EEOC wins Supreme Court case on religious accommodation

Yesterday, the U.S. Supreme Court ruled in favor of the EEOC in a case it brought against Abercrombie & Fitch. The issue was whether an employer can be liable under Title VII of the Civil Rights Act of 1964 for refusing to hire an applicant or discharging an employee based on a religious observance and practice only if the employer has actual knowledge that a religious accommodation was required.

By an 8-1, the Court answered: no. Justice Thomas was the lone dissenter. Justice Alito wrote a concurring opinion rejecting much of the majority’s reasoning.

I believe the Court reached the correct conclusion.

Title VII prohibits a prospective employer from refusing to hire an applicant in order to avoid accommodating a religious practice that it could accommodate without undue hardship. In my view, the prohibition represents an important safeguard to religious freedom. In fact, I have urged this “reasonable accommodation” framework as a common sense way of analyzing the issue of whether vendors should be required to provide goods and services to gay weddings when their religious beliefs dictate that they not do so.

In Abercrombie’s case, a practicing Muslim showed up for her job interview wearing a head scarf. The assistant store manager found the applicant qualified, but was concerned that her head scarf would put her in conflict with the company’s dress code (its “look policy”). The assistant manager believed, but did not know, that the applicant wore the scarf for religious reasons (she does).

Management told the assistant manager that the head scarf would, indeed, violate the look policy, as would all other headwear, religious or otherwise. She directed that the applicant not be hired.

Abercrombie argued that an applicant cannot show that she was treated disparately on the basis of religion without first showing that an employer has “actual knowledge” of the applicant’s need for a religious accommodation. The Court disagreed.

The issue, the Court explained, is whether an applicant is rejected “because of” her religious practice. Under established Title VII law, this standard requires only that the religious practice be a motivating factor in the employment decision.

Applying this standard, the Court ruled that an employer who acts with the motive of avoiding accommodation may violate Title VII even if it has no more than an unsubstantiated suspicion that accommodation would be needed. Justice Scalia wrote:

An employer may not make an applicant’s religious practice, confirmed or otherwise, a factor in employment decisions. For example, suppose that an employer thinks (though he does not know for certain) that a job applicant may be an orthodox Jew who will observe the Sabbath, and thus be unable to work on Saturdays. If the applicant actually requires an accommodation of that religious
practice, and the employer’s desire to avoid the prospective accommodation is a motivating factor in his decision, the employer violates Title VII.

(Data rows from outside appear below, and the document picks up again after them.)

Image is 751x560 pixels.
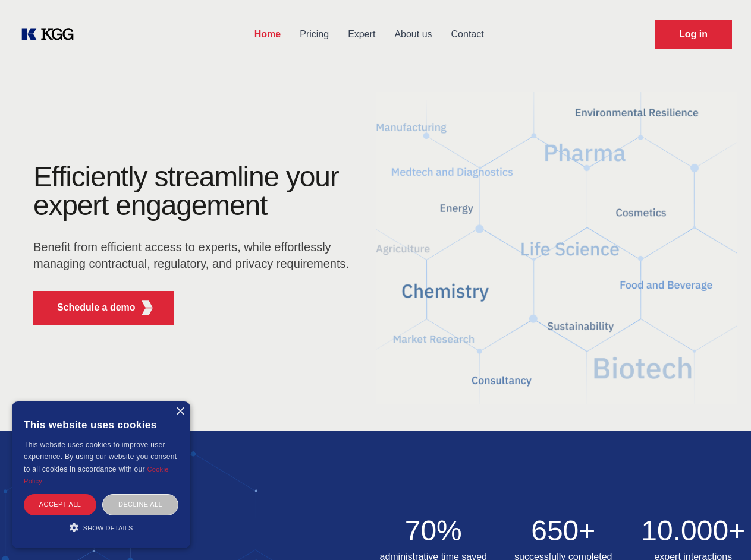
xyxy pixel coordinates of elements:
img: KGG Fifth Element RED [376,77,737,419]
div: This website uses cookies [24,411,179,439]
a: About us [385,19,441,50]
h2: 650+ [505,517,621,545]
p: Schedule a demo [57,300,135,315]
a: Cookie Policy [24,466,168,484]
a: KOL Knowledge Platform: Talk to Key External Experts (KEE) [19,25,83,44]
div: Show details [24,521,179,533]
div: Close [176,407,184,416]
div: Decline all [102,494,179,515]
h2: 70% [376,517,491,545]
a: Expert [339,19,385,50]
a: Request Demo [654,20,731,50]
div: Accept all [24,494,96,515]
button: Schedule a demoKGG Fifth Element RED [33,291,174,325]
img: KGG Fifth Element RED [139,300,154,315]
span: This website uses cookies to improve user experience. By using our website you consent to all coo... [24,440,176,473]
a: Contact [442,19,494,50]
a: Home [245,19,290,50]
a: Pricing [290,19,339,50]
p: Benefit from efficient access to experts, while effortlessly managing contractual, regulatory, an... [33,239,357,272]
span: Show details [83,525,133,532]
h1: Efficiently streamline your expert engagement [33,163,357,219]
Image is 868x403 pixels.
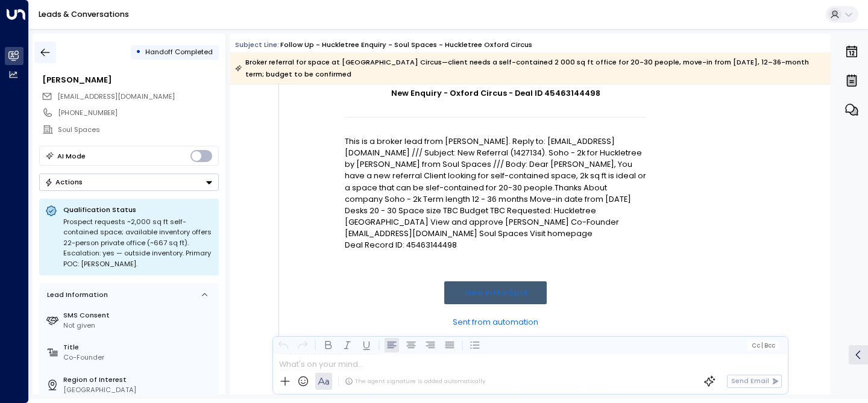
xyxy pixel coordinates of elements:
[43,290,108,300] div: Lead Information
[281,40,532,50] div: Follow up - Huckletree Enquiry - Soul Spaces - Huckletree Oxford Circus
[57,92,175,101] span: [EMAIL_ADDRESS][DOMAIN_NAME]
[63,217,213,270] div: Prospect requests ~2,000 sq ft self-contained space; available inventory offers 22-person private...
[39,173,219,191] button: Actions
[295,338,310,353] button: Redo
[345,88,646,99] h1: New Enquiry - Oxford Circus - Deal ID 45463144498
[135,43,141,61] div: •
[63,353,215,363] div: Co-Founder
[235,40,279,50] span: Subject Line:
[57,150,86,162] div: AI Mode
[444,281,547,305] a: View in HubSpot
[751,342,775,349] span: Cc Bcc
[63,342,215,353] label: Title
[345,377,485,386] div: The agent signature is added automatically
[58,108,218,118] div: [PHONE_NUMBER]
[63,375,215,385] label: Region of Interest
[345,239,646,251] p: Deal Record ID: 45463144498
[63,320,215,331] div: Not given
[145,47,213,57] span: Handoff Completed
[276,338,290,353] button: Undo
[345,135,646,240] p: This is a broker lead from [PERSON_NAME]. Reply to: [EMAIL_ADDRESS][DOMAIN_NAME] /// Subject: New...
[42,74,218,86] div: [PERSON_NAME]
[63,385,215,395] div: [GEOGRAPHIC_DATA]
[761,342,763,349] span: |
[63,310,215,320] label: SMS Consent
[453,317,538,328] a: Sent from automation
[57,92,175,102] span: tomal@soulspaces.london
[235,56,824,80] div: Broker referral for space at [GEOGRAPHIC_DATA] Circus—client needs a self-contained 2 000 sq ft o...
[39,173,219,191] div: Button group with a nested menu
[39,9,129,19] a: Leads & Conversations
[63,205,213,215] p: Qualification Status
[44,178,83,186] div: Actions
[747,341,778,350] button: Cc|Bcc
[58,124,218,135] div: Soul Spaces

Because Abercrombie, at a minimum, suspected that the applicant wore a head scarf for religious reasons, the Court did not decide whether the employer must at least suspect that that the practice in question is religion-based. It seems self-evident that the employer must have either suspicion or knowledge. Otherwise, its decision cannot be motivated by religious considerations and it cannot be said to have been made “because of religion” even in a weak sense.

The issue of what, if anything, an employer might actually have to do to accommodate an employee whose religion require her to wear a head scarf wasn’t before the Court. Unfortunately, this isn’t like a Sabbath observance case, where an employer can often arrange for shifts to be swapped; you can’t solve this conflict by having the employee wear half a head scarf.

Abercrombie would either have to depart from its “look policy,” or the employee would have to ditch the scarf, or she would have to look elsewhere for a job. The outcome would turn on whether permitting the Muslim to wear the head scarf, in violation of the “look policy” would impose an undue hardship on Abercrombie.

If, as one can easily imagine, a court rules that there is no undue hardship and that Abercrombie must depart from its policy for this applicant (but not for those who want to deviate for non-religious reasons), then the government will have coerced the company. But that’s the price of doing business in a country that has — or had when Title VII was passed and initially interpreted by courts — a robust concern about having its citizens forced to choose between religious observance and their livelihood.